Brad S Currier, Jonathan C Mcleod, Laura Banfield, Joseph Beyene, Nicky J Welton, Alysha C D’Souza, Stuart M Phillips*, al et

*Corresponding author for this work

Research output: Contribution to journalArticle (Academic Journal)peer-review

136 Citations (Scopus)

Abstract

Objective
To determine how distinct combinations of resistance training prescription (RTx) variables (load, sets and frequency) affect muscle strength and hypertrophy.

Data sources
MEDLINE, Embase, Emcare, SPORTDiscus, CINAHL, and Web of Science were searched until February 2022.

Eligibility criteria
Randomised trials that included healthy adults, compared at least 2 predefined conditions (non-exercise control (CTRL) and 12 RTx, differentiated by load, sets and/or weekly frequency), and reported muscle strength and/or hypertrophy were included.

Analyses
Systematic review and Bayesian network meta-analysis methodology was used to compare RTxs and CTRL. Surface under the cumulative ranking curve values were used to rank conditions. Confidence was assessed with threshold analysis.

Results
The strength network included 178 studies (n=5097; women=45%). The hypertrophy network included 119 studies (n=3364; women=47%). All RTxs were superior to CTRL for muscle strength and hypertrophy. Higher-load (>80% of single repetition maximum) prescriptions maximised strength gains, and all prescriptions comparably promoted muscle hypertrophy.

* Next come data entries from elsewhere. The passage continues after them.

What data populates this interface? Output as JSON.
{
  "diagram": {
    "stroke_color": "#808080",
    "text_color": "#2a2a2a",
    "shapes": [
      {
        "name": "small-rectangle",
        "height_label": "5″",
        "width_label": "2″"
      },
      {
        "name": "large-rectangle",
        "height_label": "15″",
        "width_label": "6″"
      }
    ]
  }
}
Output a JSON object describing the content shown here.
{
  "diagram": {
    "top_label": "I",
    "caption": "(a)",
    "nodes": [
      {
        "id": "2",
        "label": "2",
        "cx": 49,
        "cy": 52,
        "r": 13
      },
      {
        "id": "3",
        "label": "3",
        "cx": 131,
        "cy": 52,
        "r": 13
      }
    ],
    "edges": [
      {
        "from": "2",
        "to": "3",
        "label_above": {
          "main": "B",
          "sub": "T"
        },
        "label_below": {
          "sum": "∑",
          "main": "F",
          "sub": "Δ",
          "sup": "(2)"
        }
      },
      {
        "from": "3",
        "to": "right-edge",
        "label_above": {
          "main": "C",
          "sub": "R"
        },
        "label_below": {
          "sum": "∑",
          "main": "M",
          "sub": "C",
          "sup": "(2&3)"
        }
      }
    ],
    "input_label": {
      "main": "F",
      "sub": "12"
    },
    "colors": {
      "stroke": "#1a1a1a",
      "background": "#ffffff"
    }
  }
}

While the calculated effects of many prescriptions were similar, higher-load, multiset, thrice-weekly training (standardised mean difference (95% credible interval); 1.60 (1.38 to 1.82) vs CTRL) was the highest-ranked RTx for strength, and higher-load, multiset, twice-weekly training (0.66 (0.47 to 0.85) vs CTRL) was the highest-ranked RTx for hypertrophy. Threshold analysis demonstrated these results were extremely robust.

Conclusion
All RTx promoted strength and hypertrophy compared with no exercise. The highest-ranked prescriptions for strength involved higher loads, whereas the highest-ranked prescriptions for hypertrophy included multiple sets.
Original languageEnglish
Article numberbjsports-2023-106807
JournalBritish Journal of Sports Medicine
Early online date6 Jul 2023
DOIs
Publication statusE-pub ahead of print - 6 Jul 2023

Bibliographical note

Funding Information:
SMP reports grants or research contracts from the US National Dairy Council, Canadian Institutes for Health Research, Dairy Farmers of Canada, Roquette Freres, Ontario Centre of Innovation, Nestle Health Sciences, Myos, National Science and Engineering Research Council and the US NIH during the conduct of the study; personal fees from Nestle Health Sciences, non-financial support from Enhanced Recovery, outside the submitted work. SMP has patents licensed to Exerkine but reports no financial gains from any patent or related work. The remaining authors report no competing interests.

Funding Information:
No funding was received for this review. BSC is supported by an Alexander Graham Bell Canada Graduate Scholarship-Doctoral. JCM is supported by an Ontario Graduate Scholarship. NJW was supported by the NIHR Biomedical Research Centre at University Hospitals Bristol and Weston NHS Foundation Trust and the University of Bristol. The views expressed are those of the author(s) and not necessarily those of the NIHR or the Department of Health and Social Care. ACD and JAJK are supported by a Canadian Graduate Scholarship – Master’s Program offered by the Natural Sciences and Engineering Research Council. SMP is supported by the Canada Research Chairs programme.

Publisher Copyright:
© Author(s) (or their employer(s)) 2023. Re-use permitted under CC BY-NC. No commercial re-use. See rights and permissions. Published by BMJ.